Damn You, Will Baude

by PG

His query about instances of Justice Thomas's speaking up during oral arguments has tugged me into a procrastination activity I'd heretofore avoided: Oyez recordings. And the second legal writing memo's due, IRACs and all. Oy. (On the IRAC debate, I side with Will somewhat on the difficulty of fitting one's prose into its strictures, and very much with Heidi on the appeal of the application section, but admit Tony to be correct in saying that IRAC makes writing easy to digest. I just prefer fluffy, heartburn inducing souffles.)

To answer: Justice Thomas gets garrulous in the Oyez audio of NASA v. FLRA 40:00 to 47:03, ending in a crowd-pleaser line. Incidentally, Thomas has a nice voice; his quietness during arguments is unfortunate for aesthetic reasons even if not intellectual ones. In VA v. Black, Thomas didn't so much ask questions as make a statement. With a similar issue of racist symbolic speech in Capitol Square Review Board v. Pinette, he pipes up at 52:30 to debate the meaning of a Klan cross and talks about its being burned even though that wasn't at issue.

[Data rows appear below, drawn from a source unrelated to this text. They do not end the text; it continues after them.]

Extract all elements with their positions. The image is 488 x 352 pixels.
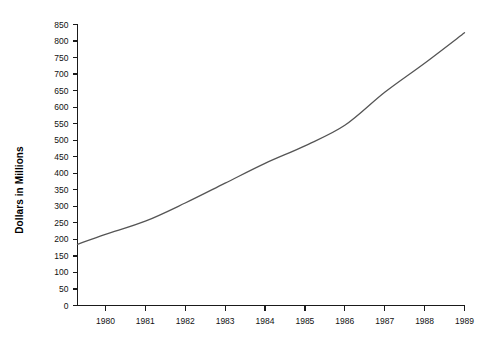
- line-chart: Dollars in Millions 05010015020025030035…: [0, 0, 488, 352]
- y-axis-ticks: 0501001502002503003504004505005506006507…: [54, 20, 77, 311]
- x-tick-label: 1984: [256, 316, 275, 326]
- y-tick-label: 350: [54, 185, 68, 195]
- y-tick-label: 0: [64, 301, 69, 311]
- x-tick-label: 1988: [415, 316, 434, 326]
- y-tick-label: 600: [54, 102, 68, 112]
- y-tick-label: 100: [54, 267, 68, 277]
- x-tick-label: 1986: [335, 316, 354, 326]
- y-tick-label: 800: [54, 36, 68, 46]
- x-tick-label: 1989: [455, 316, 474, 326]
- y-tick-label: 450: [54, 152, 68, 162]
- y-tick-label: 150: [54, 251, 68, 261]
- y-tick-label: 750: [54, 53, 68, 63]
- y-tick-label: 50: [59, 284, 69, 294]
- y-tick-label: 250: [54, 218, 68, 228]
- data-series-line: [78, 33, 465, 245]
- y-tick-label: 300: [54, 201, 68, 211]
- x-axis-ticks: 1980198119821983198419851986198719881989: [96, 306, 474, 326]
- y-tick-label: 400: [54, 168, 68, 178]
- y-tick-label: 700: [54, 69, 68, 79]
- y-tick-label: 550: [54, 119, 68, 129]
- x-tick-label: 1983: [216, 316, 235, 326]
- x-tick-label: 1982: [176, 316, 195, 326]
- y-tick-label: 200: [54, 234, 68, 244]
- plot-area: 0501001502002503003504004505005506006507…: [0, 0, 488, 352]
- y-tick-label: 850: [54, 20, 68, 30]
- x-tick-label: 1985: [295, 316, 314, 326]
- y-tick-label: 650: [54, 86, 68, 96]
- x-tick-label: 1981: [136, 316, 155, 326]
- x-tick-label: 1980: [96, 316, 115, 326]
- y-tick-label: 500: [54, 135, 68, 145]
- x-tick-label: 1987: [375, 316, 394, 326]
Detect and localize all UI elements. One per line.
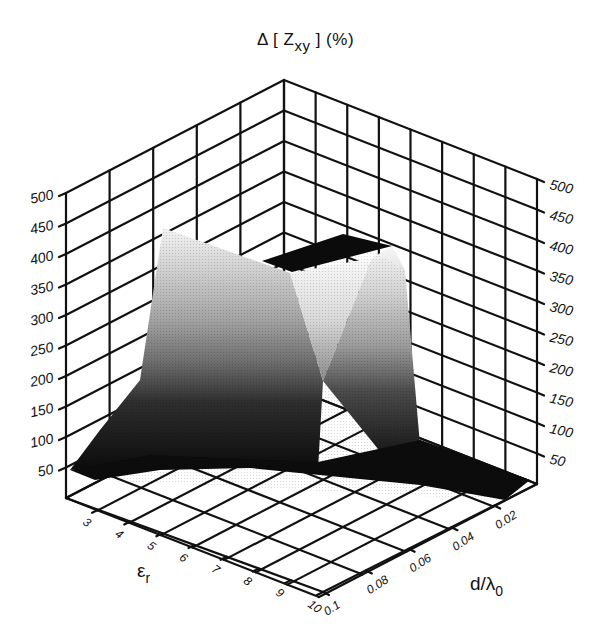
z-tick-label-left: 200: [27, 369, 54, 390]
z-tick-label-left: 450: [28, 217, 54, 238]
z-tick-label-left: 500: [28, 186, 54, 207]
z-tick-label-left: 300: [28, 308, 54, 329]
x-tick-label: 5: [145, 538, 159, 553]
y-tick-label: 0.02: [492, 507, 519, 532]
z-tick-label-left: 150: [28, 400, 54, 421]
z-tick-label-left: 50: [36, 461, 55, 480]
z-tick-label-right: 400: [548, 237, 574, 258]
z-tick-label-left: 250: [27, 339, 54, 360]
grid-line: [66, 80, 284, 193]
z-tick-label-right: 200: [547, 359, 574, 380]
z-tick-label-left: 400: [28, 247, 54, 268]
x-axis-label: εr: [137, 560, 150, 586]
x-tick-label: 3: [80, 515, 94, 530]
z-tick-label-right: 50: [548, 451, 567, 470]
z-tick-label-right: 500: [548, 176, 574, 197]
z-tick-label-right: 350: [548, 268, 574, 289]
x-tick-label: 8: [241, 573, 255, 588]
z-tick-label-right: 100: [548, 420, 574, 441]
z-tick-label-right: 150: [548, 390, 574, 411]
plot-area: 5050100100150150200200250250300300350350…: [0, 0, 611, 637]
y-tick-label: 0.08: [364, 572, 391, 597]
grid-line: [66, 111, 284, 224]
y-tick-label: 0.06: [407, 551, 434, 576]
surface-chart: Δ [ Zxy ] (%): [0, 0, 611, 637]
y-axis-label: d/λ0: [470, 573, 503, 599]
z-tick-label-right: 450: [548, 207, 574, 228]
z-tick-label-right: 250: [547, 329, 574, 350]
z-tick-label-left: 350: [28, 278, 54, 299]
y-tick-label: 0.1: [321, 598, 343, 619]
z-tick-label-right: 300: [548, 298, 574, 319]
y-tick-label: 0.04: [449, 529, 476, 554]
z-tick-label-left: 100: [28, 430, 54, 451]
x-tick-label: 9: [273, 585, 287, 600]
x-tick-label: 6: [177, 550, 191, 565]
x-tick-label: 4: [113, 526, 127, 541]
x-tick-label: 7: [209, 562, 224, 578]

Crescat & Co. should appreciate this: Earlier in the oral argument, Justice Scalia asks at 8:05 if the Libertarian Party could have put up an unattended display or if the Square was restricted to religious holiday displays, and if they did, would there be a concern that the state was endorsing the Party? The poor attorney says there's no Establishment Clause for political parties, and then Scalia drags in the Nazis hind foremost.

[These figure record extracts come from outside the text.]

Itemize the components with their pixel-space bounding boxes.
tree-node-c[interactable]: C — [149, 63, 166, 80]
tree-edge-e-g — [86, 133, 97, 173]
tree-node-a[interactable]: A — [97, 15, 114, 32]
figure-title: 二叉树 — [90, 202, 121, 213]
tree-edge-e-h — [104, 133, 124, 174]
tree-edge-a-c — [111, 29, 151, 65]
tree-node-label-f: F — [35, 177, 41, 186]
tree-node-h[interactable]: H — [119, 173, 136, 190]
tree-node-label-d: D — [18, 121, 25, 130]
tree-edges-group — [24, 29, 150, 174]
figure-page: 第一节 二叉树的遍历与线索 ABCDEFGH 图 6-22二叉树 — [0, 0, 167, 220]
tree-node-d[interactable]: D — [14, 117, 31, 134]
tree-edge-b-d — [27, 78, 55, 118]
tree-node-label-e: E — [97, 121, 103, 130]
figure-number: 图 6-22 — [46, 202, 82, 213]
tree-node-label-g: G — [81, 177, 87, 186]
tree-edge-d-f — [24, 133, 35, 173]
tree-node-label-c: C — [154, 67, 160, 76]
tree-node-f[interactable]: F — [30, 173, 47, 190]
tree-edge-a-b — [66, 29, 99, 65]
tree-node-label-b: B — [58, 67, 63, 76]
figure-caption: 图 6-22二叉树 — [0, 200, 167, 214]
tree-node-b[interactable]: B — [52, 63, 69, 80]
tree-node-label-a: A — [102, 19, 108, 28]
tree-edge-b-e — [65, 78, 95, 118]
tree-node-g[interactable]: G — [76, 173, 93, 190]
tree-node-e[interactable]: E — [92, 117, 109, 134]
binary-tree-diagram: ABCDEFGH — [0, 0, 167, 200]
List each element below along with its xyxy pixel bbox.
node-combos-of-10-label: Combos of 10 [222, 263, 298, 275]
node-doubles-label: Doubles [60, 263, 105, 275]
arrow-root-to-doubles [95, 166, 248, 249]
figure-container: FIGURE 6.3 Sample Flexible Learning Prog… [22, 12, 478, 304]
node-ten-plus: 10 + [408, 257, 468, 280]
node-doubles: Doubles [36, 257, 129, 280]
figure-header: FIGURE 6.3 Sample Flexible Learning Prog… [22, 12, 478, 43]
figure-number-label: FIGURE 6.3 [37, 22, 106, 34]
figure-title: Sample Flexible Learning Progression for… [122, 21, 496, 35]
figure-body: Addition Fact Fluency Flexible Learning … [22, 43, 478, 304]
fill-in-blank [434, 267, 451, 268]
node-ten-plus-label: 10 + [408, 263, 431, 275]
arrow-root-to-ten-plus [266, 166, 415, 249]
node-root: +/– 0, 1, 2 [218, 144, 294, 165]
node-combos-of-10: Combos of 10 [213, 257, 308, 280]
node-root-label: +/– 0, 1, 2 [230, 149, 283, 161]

I wonder if I could get a Diwali display into my hometown's public square as an "early holiday lighting ceremony"...

November 15, 2004 02:00 AM | TrackBack
Comments

Justice Thomas asks a crucial question late in the Apprendi argument. I don't have a time stamp handy, but his question was the essential one for the Court there: just what is the difference between a sentencing factor and an element? (Paraphrasing, of course.)

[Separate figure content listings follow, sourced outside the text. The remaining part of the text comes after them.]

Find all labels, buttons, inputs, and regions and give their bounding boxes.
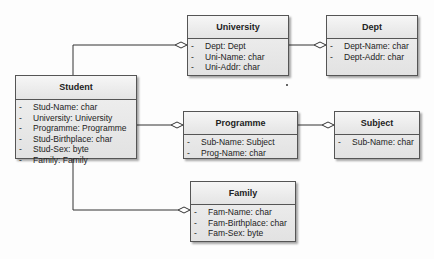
attribute: -Stud-Birthplace: char bbox=[19, 134, 133, 145]
attribute: -Dept-Name: char bbox=[330, 41, 414, 52]
attribute: -Stud-Sex: byte bbox=[19, 144, 133, 155]
class-programme[interactable]: Programme -Sub-Name: Subject -Prog-Name:… bbox=[183, 111, 298, 159]
attribute: -Fam-Birthplace: char bbox=[194, 218, 292, 229]
attribute: -Fam-Name: char bbox=[194, 207, 292, 218]
stray-dot bbox=[286, 84, 288, 86]
class-name: Family bbox=[191, 182, 295, 205]
class-name: Programme bbox=[184, 112, 297, 135]
attribute: -Sub-Name: char bbox=[338, 137, 416, 148]
class-student[interactable]: Student -Stud-Name: char -University: Un… bbox=[15, 75, 137, 159]
attribute: -Family: Family bbox=[19, 155, 133, 166]
aggregation-diamond-programme bbox=[171, 122, 183, 128]
class-subject[interactable]: Subject -Sub-Name: char bbox=[334, 111, 420, 159]
attribute: -University: University bbox=[19, 113, 133, 124]
attribute: -Stud-Name: char bbox=[19, 102, 133, 113]
attribute: -Uni-Name: char bbox=[191, 52, 285, 63]
attribute-list: -Fam-Name: char -Fam-Birthplace: char -F… bbox=[191, 205, 295, 241]
attribute: -Fam-Sex: byte bbox=[194, 228, 292, 239]
class-name: Dept bbox=[327, 16, 417, 39]
attribute-list: -Sub-Name: char bbox=[335, 135, 419, 150]
class-name: Student bbox=[16, 76, 136, 100]
aggregation-diamond-family bbox=[178, 207, 190, 213]
class-name: University bbox=[188, 16, 288, 39]
attribute: -Dept-Addr: char bbox=[330, 52, 414, 63]
attribute: -Programme: Programme bbox=[19, 123, 133, 134]
class-name: Subject bbox=[335, 112, 419, 135]
attribute-list: -Stud-Name: char -University: University… bbox=[16, 100, 136, 167]
class-family[interactable]: Family -Fam-Name: char -Fam-Birthplace: … bbox=[190, 181, 296, 242]
attribute-list: -Dept-Name: char -Dept-Addr: char bbox=[327, 39, 417, 64]
attribute-list: -Sub-Name: Subject -Prog-Name: char bbox=[184, 135, 297, 160]
attribute-list: -Dept: Dept -Uni-Name: char -Uni-Addr: c… bbox=[188, 39, 288, 75]
attribute: -Uni-Addr: char bbox=[191, 62, 285, 73]
link-student-university bbox=[73, 45, 175, 75]
aggregation-diamond-dept bbox=[314, 42, 326, 48]
class-university[interactable]: University -Dept: Dept -Uni-Name: char -… bbox=[187, 15, 289, 76]
class-dept[interactable]: Dept -Dept-Name: char -Dept-Addr: char bbox=[326, 15, 418, 76]
attribute: -Prog-Name: char bbox=[187, 148, 294, 159]
attribute: -Sub-Name: Subject bbox=[187, 137, 294, 148]
aggregation-diamond-university bbox=[175, 42, 187, 48]
aggregation-diamond-subject bbox=[322, 122, 334, 128]
attribute: -Dept: Dept bbox=[191, 41, 285, 52]
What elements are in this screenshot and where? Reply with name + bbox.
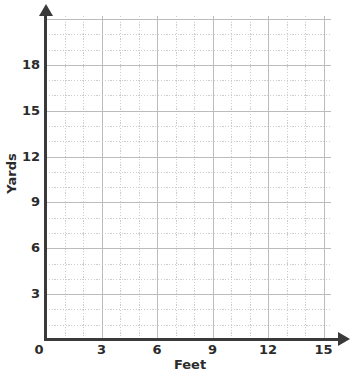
- y-tick-label: 3: [2, 287, 40, 301]
- y-axis-line: [44, 14, 47, 341]
- coordinate-grid-chart: 03691215 369121518 Feet Yards: [0, 0, 356, 373]
- gridline-horizontal-major: [46, 202, 331, 203]
- y-tick-label: 15: [2, 104, 40, 118]
- y-axis-arrow-icon: [39, 4, 53, 16]
- y-axis-title: Yards: [4, 134, 19, 214]
- x-tick-label: 6: [137, 342, 177, 358]
- plot-area: [46, 16, 331, 340]
- x-tick-label: 15: [304, 342, 344, 358]
- gridline-horizontal-major: [46, 294, 331, 295]
- gridline-horizontal-major: [46, 65, 331, 66]
- x-tick-label: 9: [193, 342, 233, 358]
- x-tick-label: 0: [19, 342, 59, 358]
- x-tick-label: 12: [248, 342, 288, 358]
- gridline-horizontal-major: [46, 248, 331, 249]
- y-tick-label: 6: [2, 241, 40, 255]
- gridline-horizontal-major: [46, 157, 331, 158]
- x-axis-title: Feet: [140, 357, 240, 372]
- gridline-horizontal-major: [46, 19, 331, 20]
- gridline-horizontal-major: [46, 111, 331, 112]
- x-axis-line: [44, 338, 340, 341]
- y-tick-label: 18: [2, 58, 40, 72]
- x-tick-label: 3: [82, 342, 122, 358]
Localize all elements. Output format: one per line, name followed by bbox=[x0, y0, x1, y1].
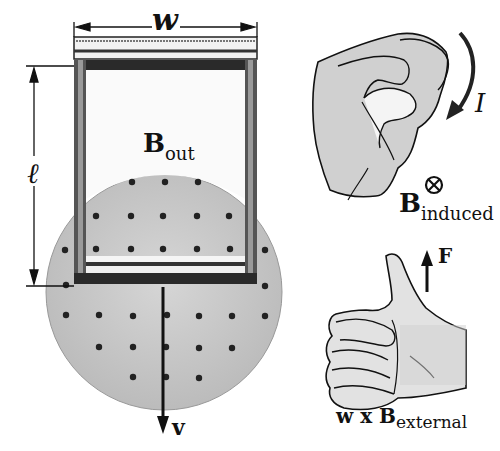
sliding-bar bbox=[74, 37, 257, 59]
curled-hand-illustration bbox=[313, 33, 449, 200]
force-label: F bbox=[438, 244, 452, 268]
velocity-label: v bbox=[172, 414, 185, 440]
length-label: ℓ bbox=[27, 157, 39, 190]
cross-product-label: w x Bexternal bbox=[336, 404, 467, 428]
b-out-main: B bbox=[143, 128, 165, 158]
force-arrow bbox=[421, 250, 433, 292]
b-induced-sub: induced bbox=[421, 203, 494, 224]
current-label: I bbox=[475, 88, 485, 118]
cross-product-prefix: w x B bbox=[336, 404, 396, 428]
width-label: w bbox=[152, 2, 178, 37]
b-induced-main: B bbox=[399, 188, 421, 218]
thumbs-up-hand-illustration bbox=[326, 254, 466, 410]
b-out-sub: out bbox=[165, 143, 195, 164]
b-induced-label: Binduced bbox=[399, 188, 494, 218]
cross-product-sub: external bbox=[396, 412, 467, 432]
diagram-canvas: w ℓ Bout v I Binduced F w x Bexternal bbox=[0, 0, 500, 451]
diagram-svg bbox=[0, 0, 500, 451]
current-arrow bbox=[446, 33, 473, 120]
b-out-label: Bout bbox=[143, 128, 195, 158]
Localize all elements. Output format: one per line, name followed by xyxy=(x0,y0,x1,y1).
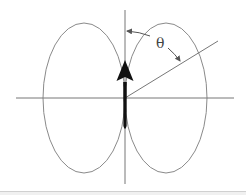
theta-label: θ xyxy=(156,35,164,51)
bottom-border xyxy=(0,191,246,195)
angle-arc-lower xyxy=(168,48,180,61)
dipole-diagram: θ xyxy=(0,0,246,195)
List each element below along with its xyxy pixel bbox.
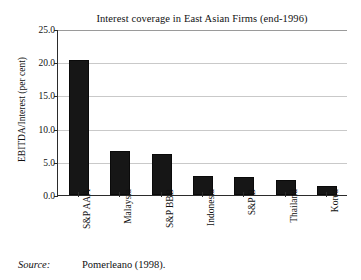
- x-tick-mark-4: [243, 192, 244, 197]
- x-tick-mark-1: [119, 192, 120, 197]
- y-tick-label-0.0: 0.0: [11, 191, 55, 201]
- x-tick-mark-6: [326, 192, 327, 197]
- y-tick-label-25.0: 25.0: [11, 25, 55, 35]
- chart-title: Interest coverage in East Asian Firms (e…: [57, 12, 347, 25]
- x-axis-tick-labels: S&P AAAMalaysiaS&P BBBIndonesiaS&P BThai…: [57, 197, 347, 247]
- source-note: Source:Pomerleano (1998).: [18, 258, 348, 271]
- bars-group: [58, 30, 347, 195]
- clipped-top-text: [0, 0, 361, 3]
- x-tick-label-s-p-aaa: S&P AAA: [82, 189, 93, 247]
- x-tick-label-s-p-b: S&P B: [247, 189, 258, 247]
- plot-area: [57, 30, 347, 196]
- source-citation: Pomerleano (1998).: [82, 258, 165, 271]
- source-label: Source:: [18, 258, 82, 271]
- x-tick-label-s-p-bbb: S&P BBB: [165, 189, 176, 247]
- y-axis-title: EBITDA/Interest (per cent): [17, 25, 28, 195]
- x-tick-mark-2: [161, 192, 162, 197]
- x-tick-label-malaysia: Malaysia: [123, 189, 134, 247]
- x-tick-label-korea: Korea: [330, 189, 341, 247]
- y-tick-label-15.0: 15.0: [11, 91, 55, 101]
- figure-container: Interest coverage in East Asian Firms (e…: [0, 0, 361, 280]
- x-tick-mark-5: [285, 192, 286, 197]
- x-tick-label-indonesia: Indonesia: [206, 189, 217, 247]
- x-tick-mark-0: [78, 192, 79, 197]
- x-tick-label-thailand: Thailand: [289, 189, 300, 247]
- y-tick-label-10.0: 10.0: [11, 125, 55, 135]
- y-tick-label-5.0: 5.0: [11, 158, 55, 168]
- y-tick-label-20.0: 20.0: [11, 58, 55, 68]
- x-tick-mark-3: [202, 192, 203, 197]
- bar-s-p-aaa: [69, 60, 89, 195]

Posted by: Milbarge at November 15, 2004 09:35 AM

Do you have any piece of a direct quote? Just enough that I can find the portion on Westlaw....

Posted by: Will Baude at November 15, 2004 12:19 PM

Interesting coincidence that Apprendi's crime was firing several shots into the home of an African American family... calls to mind Scalia's claim in VA v. Black that "If you were a black man you'd rather see a man with a rifle on your lawn than a man with a burning cross." Anyone know whether Apprendi's victims agreed?

Westlaw has transcripts of oral arguments? Oh, here it is: SCT-ORALARG. For Thomas talking in Apprendi, scroll about 3/4 of the way down, to

QUESTION: Mr. DuMont, that's just the problem. You agree that if it's an element of the offense it goes to the jury.
MR. DuMONT: Yes.
QUESTION: You agree that if it's an enhancement it can go to the judge.
MR. DuMONT: Yes.
QUESTION: As a sentencing factor.
The difficulty I have is that nowhere have we defined what the distinction is between an element of the offense and an enhancement factor, and if you could do that in your few minutes it would be very helpful.